30.28
All
through this time there was a growing tension of feeling, hopes and fears
alike were becoming stronger. Men could not make up their minds whether
they had more to rejoice over in the fact that at the end of sixteen years
Hannibal had finally evacuated Italy and left the unchallenged possession of
it to Rome, or more to fear from his having landed in Africa with his military
strength unimpaired. "The seat of danger," they said, "is changed, but not the
danger itself. Quintus Fabius, who has just died, foretold how great the
struggle would be when he declared in oracular tones that Hannibal would
be a more formidable foe in his own country than he had been on alien soil.
Scipio has not to do with Syphax, whose subjects are undisciplined
barbarians and whose army was generally led by Statorius, who was little
more than a camp menial, nor with Syphax's elusive father-in-law, Hasdrubal
nor with a half-armed mob of peasants hastily collected from the fields. It is
Hannibal whom he has to meet, who was all but born in the headquarters of
his father, that bravest of generals; reared and brought up in the midst of
arms, a soldier whilst still a boy, and when hardly out of his teens in high
command. He has passed the prime of his manhood in victory after victory
and has filled Spain and Gaul and Italy from the Alps to the southern sea
with memorials of mighty deeds. The men he is leading are his
contemporaries in arms, steeled by innumerable hardships such as it is hardly
credible that men can have gone through, bespattered, times without
number, with Roman blood, laden with spoils stripped from the bodies, not
of common soldiers only, but even of commanders-in-chief. Scipio will meet
many on the field of battle who with their own hands have slain the praetors,
the commanders, the consuls of Rome, and who are now decorated with
mural and vallarian wreaths after roaming at will through the camps and
cities of Rome which they captured. All the fasces borne before Roman
magistrates today are not so many in number as those which Hannibal might
have had borne before him, taken on the field of battle when the
commander-in-chief was slain." By dwelling on such gloomy
prognostications they increased their fears and anxieties. And there was
another ground for apprehension. They had been accustomed to seeing war
going on first in one part of Italy and then in another without much hope of
its being soon brought to a close. Now, however, all thoughts were turned
on Scipio and Hannibal, they seemed as though purposely pitted against each
other for a final and decisive struggle. Even those who felt the greatest
confidence in Scipio and entertained the strongest hopes that he would be
victorious became more nervous and anxious as they realised that the fateful
hour was approaching. The Carthaginians were in a very similar mood.
When they thought of Hannibal and the greatness of the deeds he had done
they regretted that they had sued for peace, but when they reflected that they
had been twice worsted in the open field, that Syphax was a prisoner, that
they had been driven out of Spain and then out of Italy, and that all this was
the result of one man's resolute courage, and that man Scipio, they dreaded
him as though he had been destined from his birth to be their ruin.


WHAT YOU ARE ASKED TO DO. Count every line in the records below that contains the string "Made". Report that number alone.

SOURCE MATERIAL.
*** Begin section ***

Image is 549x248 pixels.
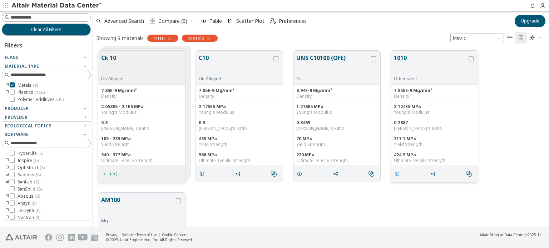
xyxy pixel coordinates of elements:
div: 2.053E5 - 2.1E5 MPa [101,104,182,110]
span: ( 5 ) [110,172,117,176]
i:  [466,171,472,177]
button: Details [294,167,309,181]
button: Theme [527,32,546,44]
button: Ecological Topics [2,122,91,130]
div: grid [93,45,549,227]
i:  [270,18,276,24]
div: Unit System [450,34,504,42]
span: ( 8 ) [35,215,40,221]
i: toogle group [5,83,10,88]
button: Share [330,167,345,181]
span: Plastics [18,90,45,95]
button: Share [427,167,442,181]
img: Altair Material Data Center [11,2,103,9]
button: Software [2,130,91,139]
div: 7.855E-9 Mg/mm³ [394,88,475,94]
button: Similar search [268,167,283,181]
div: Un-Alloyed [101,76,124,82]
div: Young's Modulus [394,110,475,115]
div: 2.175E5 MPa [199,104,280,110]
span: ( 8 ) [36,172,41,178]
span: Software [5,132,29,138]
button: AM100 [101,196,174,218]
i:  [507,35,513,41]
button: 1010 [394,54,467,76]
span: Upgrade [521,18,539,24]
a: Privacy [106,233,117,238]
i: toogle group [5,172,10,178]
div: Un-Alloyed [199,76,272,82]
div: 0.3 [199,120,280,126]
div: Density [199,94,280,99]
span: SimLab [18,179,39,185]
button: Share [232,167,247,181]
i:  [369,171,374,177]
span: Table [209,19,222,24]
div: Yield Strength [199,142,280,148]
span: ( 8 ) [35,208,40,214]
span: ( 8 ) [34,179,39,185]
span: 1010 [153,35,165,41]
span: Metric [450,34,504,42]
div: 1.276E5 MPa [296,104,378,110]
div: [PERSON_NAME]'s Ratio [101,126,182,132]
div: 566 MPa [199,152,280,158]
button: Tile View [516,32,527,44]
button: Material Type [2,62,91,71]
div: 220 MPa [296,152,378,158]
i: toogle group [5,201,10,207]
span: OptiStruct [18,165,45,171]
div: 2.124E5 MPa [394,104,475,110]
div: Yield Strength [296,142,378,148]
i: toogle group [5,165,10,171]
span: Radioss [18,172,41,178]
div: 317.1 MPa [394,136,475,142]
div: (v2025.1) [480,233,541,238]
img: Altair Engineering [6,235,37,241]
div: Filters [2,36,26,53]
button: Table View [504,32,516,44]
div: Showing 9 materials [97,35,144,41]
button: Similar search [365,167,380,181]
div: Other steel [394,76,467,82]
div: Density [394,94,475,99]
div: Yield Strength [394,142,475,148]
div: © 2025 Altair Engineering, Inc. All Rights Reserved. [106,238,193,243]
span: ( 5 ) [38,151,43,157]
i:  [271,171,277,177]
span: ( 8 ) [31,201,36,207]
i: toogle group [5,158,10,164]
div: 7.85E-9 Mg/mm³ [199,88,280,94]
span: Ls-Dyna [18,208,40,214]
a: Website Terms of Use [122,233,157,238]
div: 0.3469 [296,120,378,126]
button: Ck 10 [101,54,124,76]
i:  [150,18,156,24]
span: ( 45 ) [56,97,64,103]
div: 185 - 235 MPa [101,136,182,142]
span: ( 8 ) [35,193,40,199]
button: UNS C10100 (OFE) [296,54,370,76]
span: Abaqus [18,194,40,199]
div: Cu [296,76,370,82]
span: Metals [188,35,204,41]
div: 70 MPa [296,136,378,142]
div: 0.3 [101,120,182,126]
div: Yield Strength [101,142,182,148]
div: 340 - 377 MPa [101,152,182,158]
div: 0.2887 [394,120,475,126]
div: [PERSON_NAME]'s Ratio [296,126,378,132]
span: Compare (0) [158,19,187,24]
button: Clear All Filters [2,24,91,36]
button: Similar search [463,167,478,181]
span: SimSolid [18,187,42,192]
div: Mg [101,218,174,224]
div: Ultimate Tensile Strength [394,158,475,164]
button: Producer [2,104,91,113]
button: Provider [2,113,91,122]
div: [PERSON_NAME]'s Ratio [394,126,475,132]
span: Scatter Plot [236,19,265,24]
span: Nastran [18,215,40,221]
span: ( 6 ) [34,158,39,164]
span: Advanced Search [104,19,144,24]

*** End section ***
*** Begin section ***

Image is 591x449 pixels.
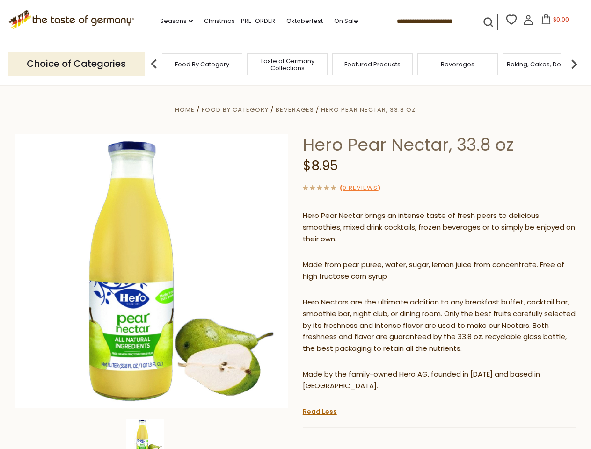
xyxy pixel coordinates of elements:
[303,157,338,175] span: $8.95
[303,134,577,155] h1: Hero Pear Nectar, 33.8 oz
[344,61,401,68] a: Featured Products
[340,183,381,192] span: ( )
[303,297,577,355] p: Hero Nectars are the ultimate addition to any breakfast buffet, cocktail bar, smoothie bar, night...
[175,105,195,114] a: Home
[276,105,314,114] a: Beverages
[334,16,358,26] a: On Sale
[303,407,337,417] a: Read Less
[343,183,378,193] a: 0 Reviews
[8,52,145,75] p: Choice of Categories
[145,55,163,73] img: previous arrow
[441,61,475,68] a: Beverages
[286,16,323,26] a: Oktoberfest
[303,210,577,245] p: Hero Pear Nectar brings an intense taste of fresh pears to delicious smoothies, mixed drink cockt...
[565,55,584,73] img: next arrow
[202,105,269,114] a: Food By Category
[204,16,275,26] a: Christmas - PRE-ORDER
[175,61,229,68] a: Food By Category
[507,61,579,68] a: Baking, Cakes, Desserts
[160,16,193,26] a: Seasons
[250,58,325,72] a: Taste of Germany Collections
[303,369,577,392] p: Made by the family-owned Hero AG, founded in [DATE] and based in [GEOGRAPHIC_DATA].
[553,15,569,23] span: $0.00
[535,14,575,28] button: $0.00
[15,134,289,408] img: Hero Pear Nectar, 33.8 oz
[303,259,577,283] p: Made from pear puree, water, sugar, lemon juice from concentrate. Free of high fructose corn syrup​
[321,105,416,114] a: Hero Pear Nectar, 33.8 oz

*** End section ***
*** Begin section ***

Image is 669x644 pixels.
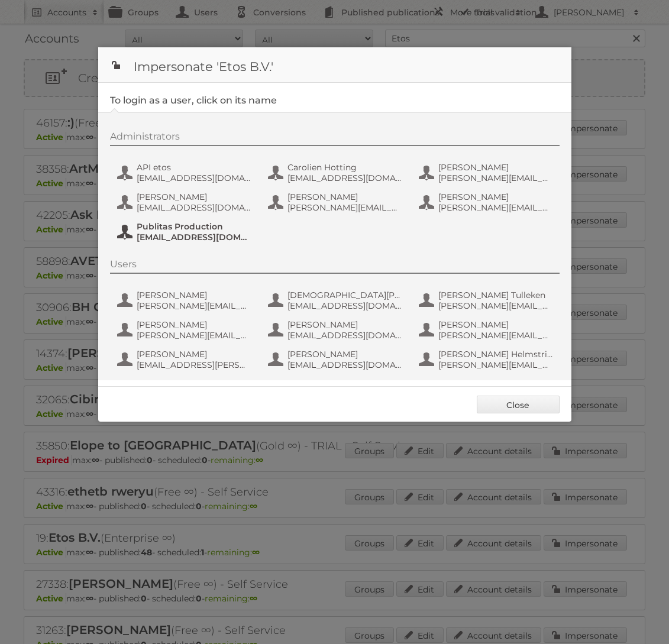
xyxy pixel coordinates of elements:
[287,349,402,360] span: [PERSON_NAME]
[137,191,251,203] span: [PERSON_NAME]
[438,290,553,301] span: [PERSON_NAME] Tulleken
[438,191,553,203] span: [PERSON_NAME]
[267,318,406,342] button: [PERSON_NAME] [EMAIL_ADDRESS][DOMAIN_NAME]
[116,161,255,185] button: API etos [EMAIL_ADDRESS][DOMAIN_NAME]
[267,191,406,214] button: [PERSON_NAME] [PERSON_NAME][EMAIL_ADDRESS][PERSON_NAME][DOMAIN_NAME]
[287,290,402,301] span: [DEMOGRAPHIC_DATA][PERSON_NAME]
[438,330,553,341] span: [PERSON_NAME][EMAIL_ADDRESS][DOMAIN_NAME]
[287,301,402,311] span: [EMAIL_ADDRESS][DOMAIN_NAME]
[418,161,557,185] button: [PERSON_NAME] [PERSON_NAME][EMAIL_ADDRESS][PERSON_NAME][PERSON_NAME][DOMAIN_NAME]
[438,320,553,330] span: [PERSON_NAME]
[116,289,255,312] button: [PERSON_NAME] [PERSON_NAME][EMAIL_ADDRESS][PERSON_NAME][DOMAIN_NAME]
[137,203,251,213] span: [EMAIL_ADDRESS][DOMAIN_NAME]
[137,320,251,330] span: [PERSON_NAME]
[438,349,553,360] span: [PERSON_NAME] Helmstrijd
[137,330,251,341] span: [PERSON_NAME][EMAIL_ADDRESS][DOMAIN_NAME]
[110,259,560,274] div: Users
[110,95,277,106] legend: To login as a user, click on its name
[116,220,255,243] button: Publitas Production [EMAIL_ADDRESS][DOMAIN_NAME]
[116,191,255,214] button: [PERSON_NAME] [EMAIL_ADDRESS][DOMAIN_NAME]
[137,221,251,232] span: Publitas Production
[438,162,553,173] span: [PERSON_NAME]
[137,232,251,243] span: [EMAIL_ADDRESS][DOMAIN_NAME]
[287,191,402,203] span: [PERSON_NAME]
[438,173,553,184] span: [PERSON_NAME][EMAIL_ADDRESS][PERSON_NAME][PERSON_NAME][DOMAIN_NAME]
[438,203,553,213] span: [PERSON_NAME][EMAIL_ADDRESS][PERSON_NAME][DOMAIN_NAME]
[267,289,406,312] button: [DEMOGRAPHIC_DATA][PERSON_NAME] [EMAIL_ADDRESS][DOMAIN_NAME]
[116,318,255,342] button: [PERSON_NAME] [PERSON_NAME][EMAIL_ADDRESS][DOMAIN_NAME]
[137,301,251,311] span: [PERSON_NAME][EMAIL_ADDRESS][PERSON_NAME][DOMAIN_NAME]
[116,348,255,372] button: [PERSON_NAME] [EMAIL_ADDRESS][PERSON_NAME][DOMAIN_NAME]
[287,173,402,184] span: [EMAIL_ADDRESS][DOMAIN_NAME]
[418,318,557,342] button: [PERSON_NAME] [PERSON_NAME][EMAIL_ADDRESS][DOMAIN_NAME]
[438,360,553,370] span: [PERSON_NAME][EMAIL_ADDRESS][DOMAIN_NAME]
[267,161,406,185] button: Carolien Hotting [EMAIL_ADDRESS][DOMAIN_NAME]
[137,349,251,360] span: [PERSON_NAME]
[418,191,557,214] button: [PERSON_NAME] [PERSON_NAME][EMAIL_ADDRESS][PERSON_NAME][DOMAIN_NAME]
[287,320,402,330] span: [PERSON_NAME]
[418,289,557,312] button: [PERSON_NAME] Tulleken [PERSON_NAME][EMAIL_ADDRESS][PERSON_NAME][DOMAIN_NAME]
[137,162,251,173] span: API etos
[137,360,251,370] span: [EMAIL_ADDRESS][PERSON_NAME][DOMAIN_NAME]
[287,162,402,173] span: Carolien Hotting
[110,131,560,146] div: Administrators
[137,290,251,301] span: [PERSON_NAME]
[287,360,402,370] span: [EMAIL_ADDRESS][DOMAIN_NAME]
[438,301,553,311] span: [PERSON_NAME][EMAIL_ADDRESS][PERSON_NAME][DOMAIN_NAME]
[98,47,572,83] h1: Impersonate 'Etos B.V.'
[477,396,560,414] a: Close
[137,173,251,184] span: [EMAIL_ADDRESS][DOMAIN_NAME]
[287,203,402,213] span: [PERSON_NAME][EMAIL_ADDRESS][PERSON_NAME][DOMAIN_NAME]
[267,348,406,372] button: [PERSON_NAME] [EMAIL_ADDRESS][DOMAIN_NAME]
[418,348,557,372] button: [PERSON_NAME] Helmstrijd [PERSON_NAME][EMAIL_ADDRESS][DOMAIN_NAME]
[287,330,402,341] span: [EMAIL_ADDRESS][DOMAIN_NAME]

*** End section ***

OUTPUT. 2